My idea is that you can best develop a song concept in three vignettes, short, impressionistic scenes that focus on one moment or give a particular insight into a character, idea, or setting. The chorus becomes your thesis, the central idea that connects to all three vignettes while each of those scenes advances the idea a little further.

Let’s use Oklahoma Revival as an example. The central idea is this dust bowl farm couple having trouble in their marriage, who rekindle it during a storm. So we need to set the existing scene of their location and troubled state (vignette 1), then we need to put them into the situation that will change them (vignette 2), then we need to show that change has occurred (vignette 3). Meanwhile, the choruses need to reinforce the central idea, and contain some unifying metaphor. I decide on a technique I often employ in this format, exploring a word that has multiple meanings. Sand. I decide to make use of the noun and the verb. Same thing with “grain.” Having two words with wood connotations, I explore carpentry words, ideas and images, and lace the song with them. I word bank like other songwriters (I was delighted to find out Brian Gundersdorf from We’re About 9 did this also). I also have an affection for slant rhymes and slam poetry, and that style works its way into how I pace the lines.

Cursing has its place, but I’m always glad to see a venue as supportive of the arts as Bloombars ALSO support an all-ages, no alcohol, family-friendly CREATIVE environment!

My only bias when it comes to songwriting is that, whether it is personal or not, pop or progressive … there should always be something profound.
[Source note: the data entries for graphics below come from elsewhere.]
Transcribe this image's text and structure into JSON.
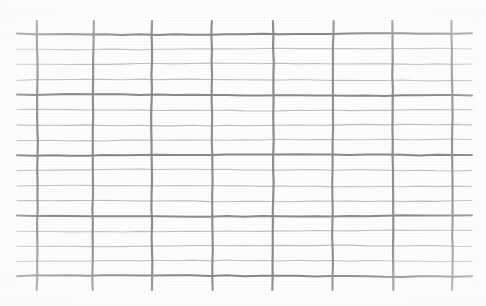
{
  "image": {
    "title": "Welded wire mesh grid scan",
    "width": 486,
    "height": 306,
    "background_color": "#ffffff",
    "description": "Scanned rectangular wire-mesh / graph-paper grid on white background"
  },
  "chart_data": {
    "type": "table",
    "subtitle": "",
    "xlabel": "",
    "ylabel": "",
    "grid": true,
    "legend_position": "none",
    "xlim": [
      0,
      486
    ],
    "ylim": [
      0,
      306
    ],
    "tick_labels_x": [],
    "tick_labels_y": [],
    "annotations": [],
    "colors": {
      "background": "#ffffff",
      "major_line": "#8c8c8c",
      "minor_line": "#b9b9b9",
      "vertical_line": "#8a8a8a",
      "ink_shadow": "#6f6f6f"
    },
    "geometry": {
      "grid_left": 27,
      "grid_right": 462,
      "grid_top": 34,
      "grid_bottom": 276,
      "vertical_overshoot_top": 13,
      "vertical_overshoot_bottom": 14,
      "horizontal_overhang_left": 10,
      "horizontal_overhang_right": 10,
      "columns": 7,
      "rows": 16,
      "major_row_interval": 4
    },
    "vertical_lines": [
      {
        "index": 0,
        "x": 37,
        "width": 2.2,
        "color": "#858585",
        "weight": "major"
      },
      {
        "index": 1,
        "x": 93,
        "width": 2.2,
        "color": "#8a8a8a",
        "weight": "major"
      },
      {
        "index": 2,
        "x": 152,
        "width": 2.2,
        "color": "#888888",
        "weight": "major"
      },
      {
        "index": 3,
        "x": 212,
        "width": 2.2,
        "color": "#8a8a8a",
        "weight": "major"
      },
      {
        "index": 4,
        "x": 273,
        "width": 2.2,
        "color": "#878787",
        "weight": "major"
      },
      {
        "index": 5,
        "x": 333,
        "width": 2.2,
        "color": "#8c8c8c",
        "weight": "major"
      },
      {
        "index": 6,
        "x": 393,
        "width": 2.2,
        "color": "#8a8a8a",
        "weight": "major"
      },
      {
        "index": 7,
        "x": 452,
        "width": 2.2,
        "color": "#8d8d8d",
        "weight": "major"
      }
    ],
    "horizontal_lines": [
      {
        "index": 0,
        "y": 34,
        "height": 2.0,
        "color": "#828282",
        "weight": "major"
      },
      {
        "index": 1,
        "y": 49,
        "height": 1.1,
        "color": "#bcbcbc",
        "weight": "minor"
      },
      {
        "index": 2,
        "y": 64,
        "height": 1.1,
        "color": "#b6b6b6",
        "weight": "minor"
      },
      {
        "index": 3,
        "y": 80,
        "height": 1.1,
        "color": "#bababa",
        "weight": "minor"
      },
      {
        "index": 4,
        "y": 95,
        "height": 2.0,
        "color": "#858585",
        "weight": "major"
      },
      {
        "index": 5,
        "y": 110,
        "height": 1.1,
        "color": "#bababa",
        "weight": "minor"
      },
      {
        "index": 6,
        "y": 125,
        "height": 1.1,
        "color": "#b5b5b5",
        "weight": "minor"
      },
      {
        "index": 7,
        "y": 140,
        "height": 1.1,
        "color": "#bcbcbc",
        "weight": "minor"
      },
      {
        "index": 8,
        "y": 155,
        "height": 2.0,
        "color": "#838383",
        "weight": "major"
      },
      {
        "index": 9,
        "y": 170,
        "height": 1.1,
        "color": "#b8b8b8",
        "weight": "minor"
      },
      {
        "index": 10,
        "y": 186,
        "height": 1.1,
        "color": "#bcbcbc",
        "weight": "minor"
      },
      {
        "index": 11,
        "y": 201,
        "height": 1.1,
        "color": "#b6b6b6",
        "weight": "minor"
      },
      {
        "index": 12,
        "y": 216,
        "height": 2.0,
        "color": "#878787",
        "weight": "major"
      },
      {
        "index": 13,
        "y": 231,
        "height": 1.1,
        "color": "#bababa",
        "weight": "minor"
      },
      {
        "index": 14,
        "y": 246,
        "height": 1.1,
        "color": "#b7b7b7",
        "weight": "minor"
      },
      {
        "index": 15,
        "y": 261,
        "height": 1.1,
        "color": "#bdbdbd",
        "weight": "minor"
      },
      {
        "index": 16,
        "y": 276,
        "height": 2.0,
        "color": "#828282",
        "weight": "major"
      }
    ]
  }
}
Songwriting should speak to the listener, commune with them, but it should also find a moment where it shakes them to the core, makes them realize something secret, challenges them, or expresses something in such a special way unique to the writer’s perspective that the listener at once feels deeply understood and subversively broadened.

My favorite example of this recently is Anthony da Costa, my musician crush of the moment, who I’ve run into at Susie’s House Concert, Falcon Ridge and Tom Bianchi’s event at The Burren all in a few months:

In the song “St. Therese,” a pop framework that speaks to universal loneliness with a catchy hook uses a specific image to illustrate that idea: having only a record you’re not in the mood for available to listen to. He picks one that most people will know, references it in the beginning and then end of a song, and comes up with something that both makes complete sense and is utterly original: “loneliness is listening to the record that you’ve got/not the record you want.” I couldn’t have written it. He had to write it, but I understand it and it connects with my own experiences. This line, very intentionally, elevates the entire song.

A group of bikers so numerous passed the window outside Coffee Amici just now. They took a couple minutes to pass the coffee shop window entirely, like a migrating flock of birds welcoming the first day leather jackets could be worn comfortably. It is so very, finally Fall.